One thing about Indians attracted Egress more than any other: They were in touch with their anger. He used to talk about
his attraction with his analyst.—They're so damned self-
entitled
! he would exclaim.—You can take everything away from them, their land, their history, their whole culture, for god's sake, and they still come back at you with that wonderful drunken Indian thing! It's incredible!

And sure enough, when they got to the Tam, all the Indians started ordering double boilermakers three at a time, and in fifteen minutes they were fighting with each other and anyone else who'd hung around. They broke all the furniture and glass in the place and, with Egress joining in, paid for the damage and moved on to the next place, a hotel bar called Lulu's, where, Egress had assured them, there would be “plenty white wimmen.”
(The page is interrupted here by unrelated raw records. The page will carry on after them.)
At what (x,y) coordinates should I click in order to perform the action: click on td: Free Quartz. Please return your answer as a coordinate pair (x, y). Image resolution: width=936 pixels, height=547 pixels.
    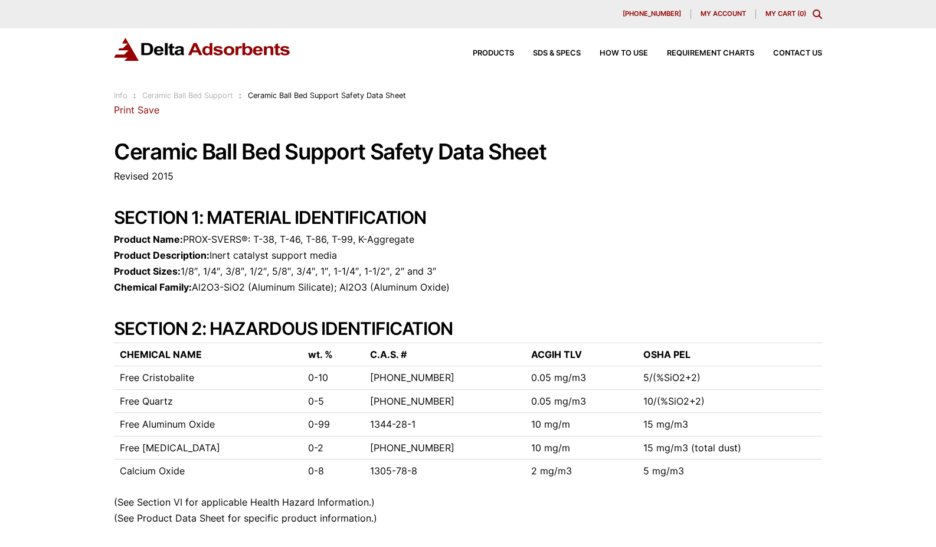
    Looking at the image, I should click on (208, 400).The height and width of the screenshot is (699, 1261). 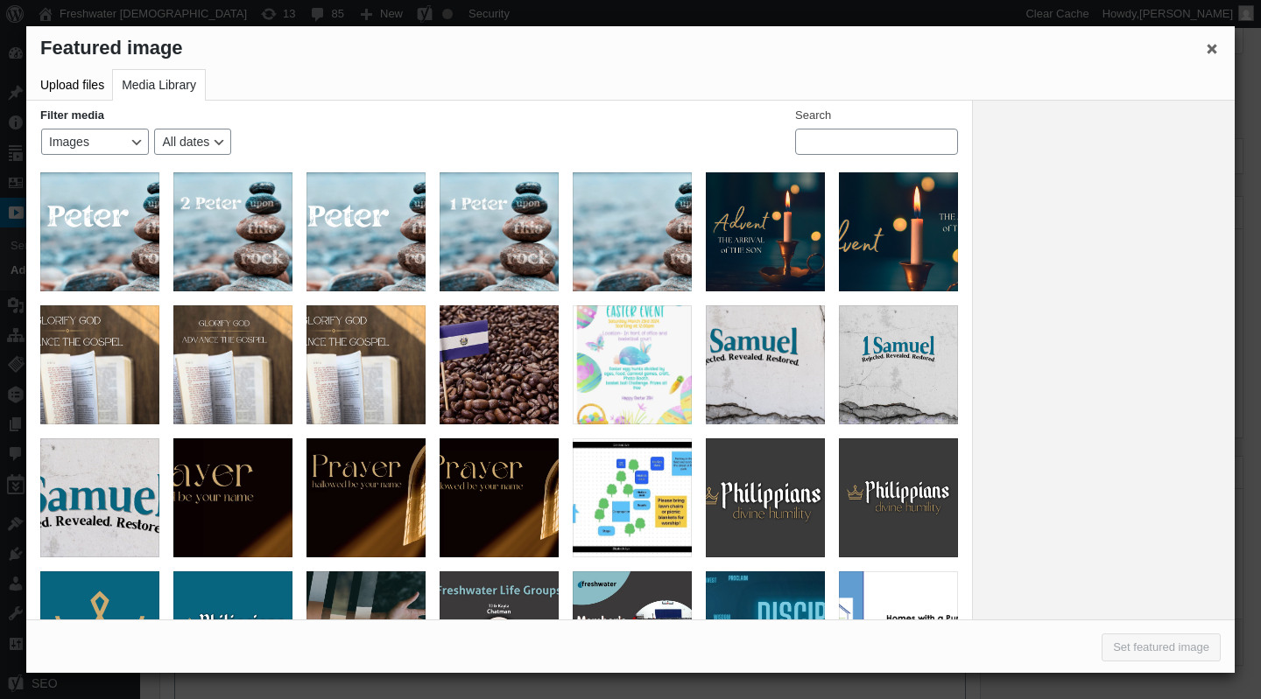 What do you see at coordinates (1161, 648) in the screenshot?
I see `button: Set featured image` at bounding box center [1161, 648]. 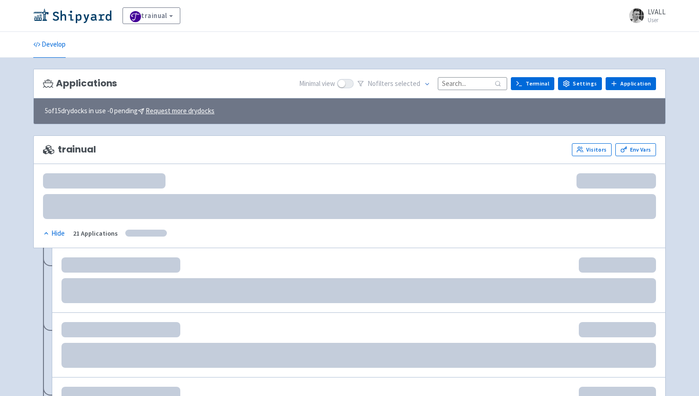 What do you see at coordinates (129, 111) in the screenshot?
I see `span: 5 of 15 drydocks in use - 0 pending` at bounding box center [129, 111].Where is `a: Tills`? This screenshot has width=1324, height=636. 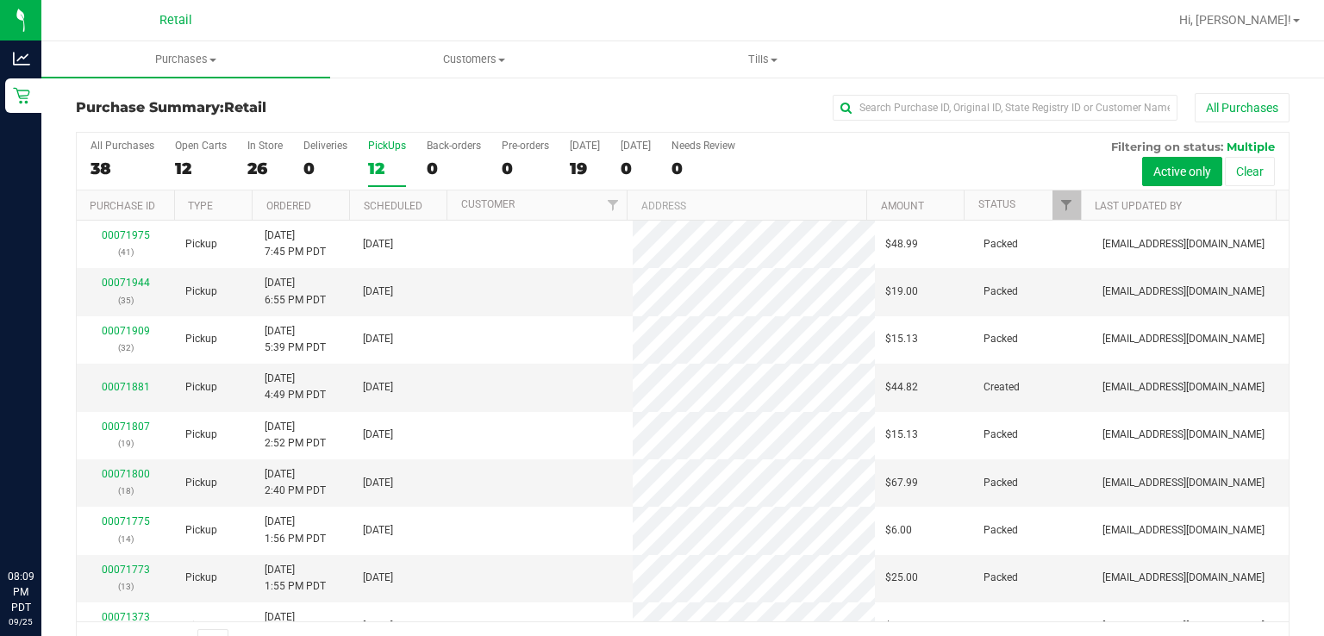
a: Tills is located at coordinates (763, 59). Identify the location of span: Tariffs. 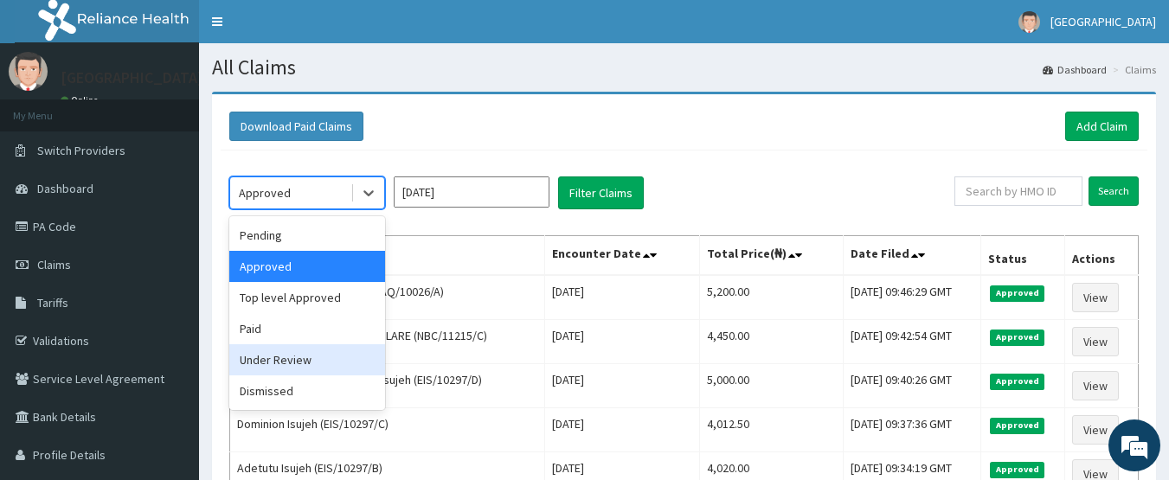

It was at Lulu's that Egress told the head Indian, whose name was Horse, about the plan he had received from the ghost on the parapet. Horse thought it ridiculous.—You white-eyes really go for that apocalyptic crap, don't you?

11.

—I'll tell you the one thing you white-eyes can't seem to learn from us, no matter how well-intentioned, disciplined, and sensitive you are. It's the distinction between the impulse to anger and the impulse to destroy. Too bad. Some of you make pretty good drunks, and except for that destruction impulse, your suicides are downright attractive, Horse said.

Egress unfortunately didn't hear him. He was eating his glass, and all he could hear was the snap and crunch of a mouthful of shards.

—For example, Horse went on,—an Indian would never break his glass with his mouth, because, for an Indian, the impulse would never be to destroy, not the glass and certainly not his mouth. Rather, the impulse would be to hurl the glass, to create a missile, and if, as a result, the glass were shattered, it would not matter, for it would already have been converted, by anger, into something else. To illustrate his point, Horse threw
his own glass into the mirror over the bar and created a beautiful silver explosion.—Intentionality is everything, he said.—Everything.

12.

Egress fell off his chair, gagging and choking on his own blood. He had coughed unexpectedly and had torn open his throat with a sliver of glass, and in a short time he had strangled. The white people in the room were horrified and, looking for officials, ran out of the bar into the streets. The Indians knew it was an accident, so they continued to drink and brawl. They only got to town once a month and they wanted to make the most of it. They had liked young Egress, though, and, to honor that fact, they played “The Ballad of the Green Man” on the jukebox over and over, all night long, until dawn, when Horse hallucinated and thought the jukebox was a bear and attacked it with his hatchet. He made a beautiful robe of the skin and wore it proudly for the rest of his days.